The foreign ministries of China and India have agreed in a joint statement that their troops must quickly disengage from a months-long standoff at their long-disputed Himalayan border.
Chinese State Councillor and Foreign Minister, Wang Yi, and Indian Foreign Minister, Subrahmanyam Jaishankar met on the sidelines of a Shanghai Cooperation Organisation foreign ministers’ meeting in Moscow to try and end the dispute, the most serious in decades at the undemarcated border.
“The two Foreign Ministers agreed that the current situation in the border areas is not in the interest of either side. They agreed therefore that the border troops of both sides should continue their dialogue, quickly disengage, maintain proper distance and ease tensions,” the statement said.
Separately, China’s foreign ministry said it would maintain communications with India through diplomatic and military channels and commit to “restoring peace and tranquillity” in the disputed border area.
Elaborating on the Moscow meeting, China said Wang had told Jaishankar that the “imperative is to immediately stop provocations such as firing and other dangerous actions that violate the commitments made by the two sides.”
All personnel and equipment that have trespassed at the border must be moved and frontier troops on both sides “must quickly disengage” in order to de-escalate the situation, he added.
Speaking on the five-point agreement between India and China, Sumit Ganguly, a professor of political science at Indiana University in Bloomington, said they would probably involve withdrawing troops from eyeball-to-eyeball contact with one another.
“They would involve reducing certain kinds of actual deployment of artillery and other weaponry along particular band of territory,” Ganguly told reporters.
He added that “periodic meeting between local commanders are the kinds of confidence building measures that are extremely likely to follow in the wake of the agreement”.
The Global Times, a tabloid controlled by the Chinese Communist Party, took a more persuasive tone in an editorial published ahead of the two ministers’ meeting.
“The Chinese side must be fully prepared to take military action when diplomatic engagement fails, and its frontline troops must be able to respond to emergencies, and be ready to fight at any time,” the paper said.
It accused India of holding a grudge over the 1962 conflict, and described the country as in “an unprecedented state of puffing”.
Wang and Jaishanka’s meeting took place after a border clash earlier this week when each accused the other of firing in the air during a confrontation on their border in the western.
It would be the first time in 45 years that shots were fired there, breaking an agreement barring firearm use. Both sides have observed a long-held protocol to avoid using firearms on the sensitive, high altitude frontier running through the western Himalayas, though this agreement has not prevented casualties resulting in relations between both countries steadily deteriorating in recent months.
The soldiers on either side, representing two of the world’s largest armies, come face to face at many points.
The Chinese ministry said the two countries reached a five-point consensus on reducing tension in the area including the need to abide by existing agreements to ensure peace.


§ **Exercise directions**: Return all of the entries exactly, but do not include the pictures.

§ **Provided information**:
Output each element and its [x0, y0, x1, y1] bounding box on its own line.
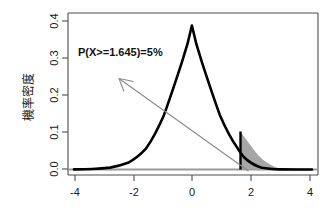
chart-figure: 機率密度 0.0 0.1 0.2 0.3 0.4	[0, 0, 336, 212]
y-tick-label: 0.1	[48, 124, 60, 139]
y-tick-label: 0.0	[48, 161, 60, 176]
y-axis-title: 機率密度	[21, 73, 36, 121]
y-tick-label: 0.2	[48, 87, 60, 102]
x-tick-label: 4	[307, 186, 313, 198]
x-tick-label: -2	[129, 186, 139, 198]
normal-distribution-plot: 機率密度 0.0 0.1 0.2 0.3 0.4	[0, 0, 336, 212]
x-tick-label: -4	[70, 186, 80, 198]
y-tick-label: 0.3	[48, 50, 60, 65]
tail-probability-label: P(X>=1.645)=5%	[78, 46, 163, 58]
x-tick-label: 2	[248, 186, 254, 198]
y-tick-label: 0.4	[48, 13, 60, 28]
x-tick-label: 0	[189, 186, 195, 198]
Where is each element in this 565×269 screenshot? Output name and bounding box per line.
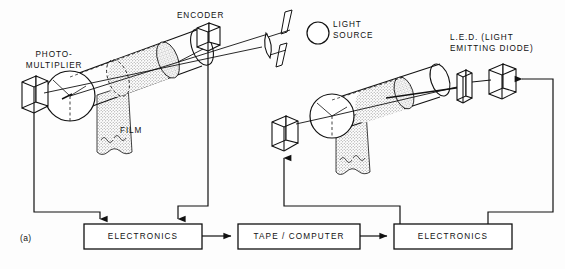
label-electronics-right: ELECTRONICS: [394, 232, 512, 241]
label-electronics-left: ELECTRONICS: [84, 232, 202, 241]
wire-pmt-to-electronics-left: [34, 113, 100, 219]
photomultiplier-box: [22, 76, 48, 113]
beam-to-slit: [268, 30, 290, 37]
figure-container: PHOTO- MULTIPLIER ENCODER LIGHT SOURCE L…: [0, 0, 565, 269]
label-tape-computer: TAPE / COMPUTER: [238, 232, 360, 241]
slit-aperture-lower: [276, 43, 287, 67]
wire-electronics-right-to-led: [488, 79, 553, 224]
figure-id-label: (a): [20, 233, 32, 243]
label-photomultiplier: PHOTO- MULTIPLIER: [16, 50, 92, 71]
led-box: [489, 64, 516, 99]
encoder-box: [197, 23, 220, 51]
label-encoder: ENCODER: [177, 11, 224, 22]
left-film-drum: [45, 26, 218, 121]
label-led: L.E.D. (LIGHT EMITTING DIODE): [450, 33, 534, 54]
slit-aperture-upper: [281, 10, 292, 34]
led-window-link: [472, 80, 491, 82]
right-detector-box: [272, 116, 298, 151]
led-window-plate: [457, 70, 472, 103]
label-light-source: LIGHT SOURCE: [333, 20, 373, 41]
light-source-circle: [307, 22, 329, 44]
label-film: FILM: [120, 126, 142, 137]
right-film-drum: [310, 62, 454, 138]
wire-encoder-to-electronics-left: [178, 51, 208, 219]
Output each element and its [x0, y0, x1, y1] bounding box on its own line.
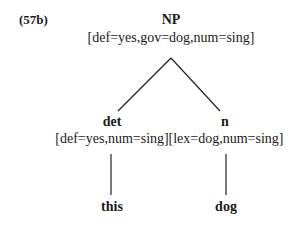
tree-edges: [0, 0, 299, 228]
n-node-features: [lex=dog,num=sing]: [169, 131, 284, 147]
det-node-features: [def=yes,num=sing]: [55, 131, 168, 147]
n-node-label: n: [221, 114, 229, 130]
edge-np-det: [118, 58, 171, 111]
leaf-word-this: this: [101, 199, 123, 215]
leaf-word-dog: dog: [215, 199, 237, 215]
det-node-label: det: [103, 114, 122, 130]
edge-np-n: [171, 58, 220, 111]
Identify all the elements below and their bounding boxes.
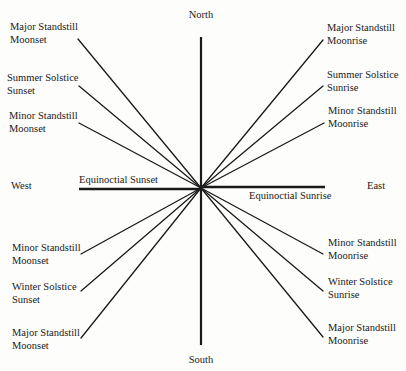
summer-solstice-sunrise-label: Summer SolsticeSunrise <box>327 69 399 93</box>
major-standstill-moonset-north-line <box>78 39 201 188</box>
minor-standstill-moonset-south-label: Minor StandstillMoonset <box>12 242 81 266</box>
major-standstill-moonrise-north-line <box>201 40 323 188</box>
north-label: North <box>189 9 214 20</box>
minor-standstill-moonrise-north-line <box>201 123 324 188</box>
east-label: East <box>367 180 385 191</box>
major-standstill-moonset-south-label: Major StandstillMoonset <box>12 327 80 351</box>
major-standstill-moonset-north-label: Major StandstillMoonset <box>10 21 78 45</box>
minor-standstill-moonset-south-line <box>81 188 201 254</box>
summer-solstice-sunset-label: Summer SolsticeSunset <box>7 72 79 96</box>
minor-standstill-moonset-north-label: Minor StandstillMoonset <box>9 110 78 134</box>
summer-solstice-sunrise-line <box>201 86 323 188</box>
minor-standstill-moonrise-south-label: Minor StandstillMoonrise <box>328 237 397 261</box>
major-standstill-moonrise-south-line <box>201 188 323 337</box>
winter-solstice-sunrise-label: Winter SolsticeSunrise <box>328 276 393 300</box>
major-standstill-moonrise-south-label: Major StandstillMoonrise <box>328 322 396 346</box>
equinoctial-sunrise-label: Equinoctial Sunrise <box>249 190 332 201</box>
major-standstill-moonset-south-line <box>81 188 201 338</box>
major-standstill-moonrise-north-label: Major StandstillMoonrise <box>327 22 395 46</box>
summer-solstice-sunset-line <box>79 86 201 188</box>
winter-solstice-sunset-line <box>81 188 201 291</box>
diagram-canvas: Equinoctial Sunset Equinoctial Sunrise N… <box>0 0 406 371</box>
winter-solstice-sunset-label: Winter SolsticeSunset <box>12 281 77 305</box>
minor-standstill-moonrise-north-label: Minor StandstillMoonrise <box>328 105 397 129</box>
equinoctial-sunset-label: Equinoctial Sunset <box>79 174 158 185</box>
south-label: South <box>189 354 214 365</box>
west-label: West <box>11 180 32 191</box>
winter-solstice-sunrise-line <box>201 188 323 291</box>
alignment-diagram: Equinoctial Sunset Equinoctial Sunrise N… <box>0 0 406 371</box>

§ **Answer for the task**:
Output each element and its [x0, y0, x1, y1] bounding box on its own line.
chart-figure: 機率密度 0.0 0.1 0.2 0.3 0.4	[0, 0, 336, 212]
y-tick-label: 0.1	[48, 124, 60, 139]
y-tick-label: 0.0	[48, 161, 60, 176]
y-axis-title: 機率密度	[21, 73, 36, 121]
y-tick-label: 0.2	[48, 87, 60, 102]
x-tick-label: 4	[307, 186, 313, 198]
x-tick-label: -2	[129, 186, 139, 198]
normal-distribution-plot: 機率密度 0.0 0.1 0.2 0.3 0.4	[0, 0, 336, 212]
x-tick-label: -4	[70, 186, 80, 198]
y-tick-label: 0.3	[48, 50, 60, 65]
tail-probability-label: P(X>=1.645)=5%	[78, 46, 163, 58]
x-tick-label: 2	[248, 186, 254, 198]
y-tick-label: 0.4	[48, 13, 60, 28]
x-tick-label: 0	[189, 186, 195, 198]
Where is each element in this 565×269 screenshot? Output name and bounding box per line.
label-electronics-right: ELECTRONICS: [394, 232, 512, 241]
label-electronics-left: ELECTRONICS: [84, 232, 202, 241]
wire-pmt-to-electronics-left: [34, 113, 100, 219]
photomultiplier-box: [22, 76, 48, 113]
beam-to-slit: [268, 30, 290, 37]
figure-container: PHOTO- MULTIPLIER ENCODER LIGHT SOURCE L…: [0, 0, 565, 269]
label-tape-computer: TAPE / COMPUTER: [238, 232, 360, 241]
slit-aperture-lower: [276, 43, 287, 67]
wire-electronics-right-to-led: [488, 79, 553, 224]
figure-id-label: (a): [20, 233, 32, 243]
label-photomultiplier: PHOTO- MULTIPLIER: [16, 50, 92, 71]
led-box: [489, 64, 516, 99]
encoder-box: [197, 23, 220, 51]
label-encoder: ENCODER: [177, 11, 224, 22]
left-film-drum: [45, 26, 218, 121]
label-led: L.E.D. (LIGHT EMITTING DIODE): [450, 33, 534, 54]
slit-aperture-upper: [281, 10, 292, 34]
led-window-link: [472, 80, 491, 82]
right-detector-box: [272, 116, 298, 151]
led-window-plate: [457, 70, 472, 103]
label-light-source: LIGHT SOURCE: [333, 20, 373, 41]
light-source-circle: [307, 22, 329, 44]
label-film: FILM: [120, 126, 142, 137]
right-film-drum: [310, 62, 454, 138]
wire-encoder-to-electronics-left: [178, 51, 208, 219]
Output each element and its [x0, y0, x1, y1] bounding box on its own line.
tree-edges: [0, 0, 299, 228]
n-node-features: [lex=dog,num=sing]: [169, 131, 284, 147]
det-node-features: [def=yes,num=sing]: [55, 131, 168, 147]
n-node-label: n: [221, 114, 229, 130]
edge-np-det: [118, 58, 171, 111]
leaf-word-this: this: [101, 199, 123, 215]
leaf-word-dog: dog: [215, 199, 237, 215]
det-node-label: det: [103, 114, 122, 130]
edge-np-n: [171, 58, 220, 111]
Identify all the elements below and their bounding boxes.
summer-solstice-sunrise-label: Summer SolsticeSunrise <box>327 69 399 93</box>
major-standstill-moonset-north-line <box>78 39 201 188</box>
minor-standstill-moonset-south-label: Minor StandstillMoonset <box>12 242 81 266</box>
major-standstill-moonrise-north-line <box>201 40 323 188</box>
north-label: North <box>189 9 214 20</box>
minor-standstill-moonrise-north-line <box>201 123 324 188</box>
east-label: East <box>367 180 385 191</box>
major-standstill-moonset-south-label: Major StandstillMoonset <box>12 327 80 351</box>
major-standstill-moonset-north-label: Major StandstillMoonset <box>10 21 78 45</box>
minor-standstill-moonset-south-line <box>81 188 201 254</box>
summer-solstice-sunset-label: Summer SolsticeSunset <box>7 72 79 96</box>
minor-standstill-moonset-north-label: Minor StandstillMoonset <box>9 110 78 134</box>
summer-solstice-sunrise-line <box>201 86 323 188</box>
minor-standstill-moonrise-south-label: Minor StandstillMoonrise <box>328 237 397 261</box>
major-standstill-moonrise-south-line <box>201 188 323 337</box>
winter-solstice-sunrise-label: Winter SolsticeSunrise <box>328 276 393 300</box>
major-standstill-moonrise-south-label: Major StandstillMoonrise <box>328 322 396 346</box>
equinoctial-sunrise-label: Equinoctial Sunrise <box>249 190 332 201</box>
major-standstill-moonset-south-line <box>81 188 201 338</box>
major-standstill-moonrise-north-label: Major StandstillMoonrise <box>327 22 395 46</box>
summer-solstice-sunset-line <box>79 86 201 188</box>
winter-solstice-sunset-line <box>81 188 201 291</box>
diagram-canvas: Equinoctial Sunset Equinoctial Sunrise N… <box>0 0 406 371</box>
winter-solstice-sunset-label: Winter SolsticeSunset <box>12 281 77 305</box>
minor-standstill-moonrise-north-label: Minor StandstillMoonrise <box>328 105 397 129</box>
equinoctial-sunset-label: Equinoctial Sunset <box>79 174 158 185</box>
south-label: South <box>189 354 214 365</box>
west-label: West <box>11 180 32 191</box>
winter-solstice-sunrise-line <box>201 188 323 291</box>
alignment-diagram: Equinoctial Sunset Equinoctial Sunrise N… <box>0 0 406 371</box>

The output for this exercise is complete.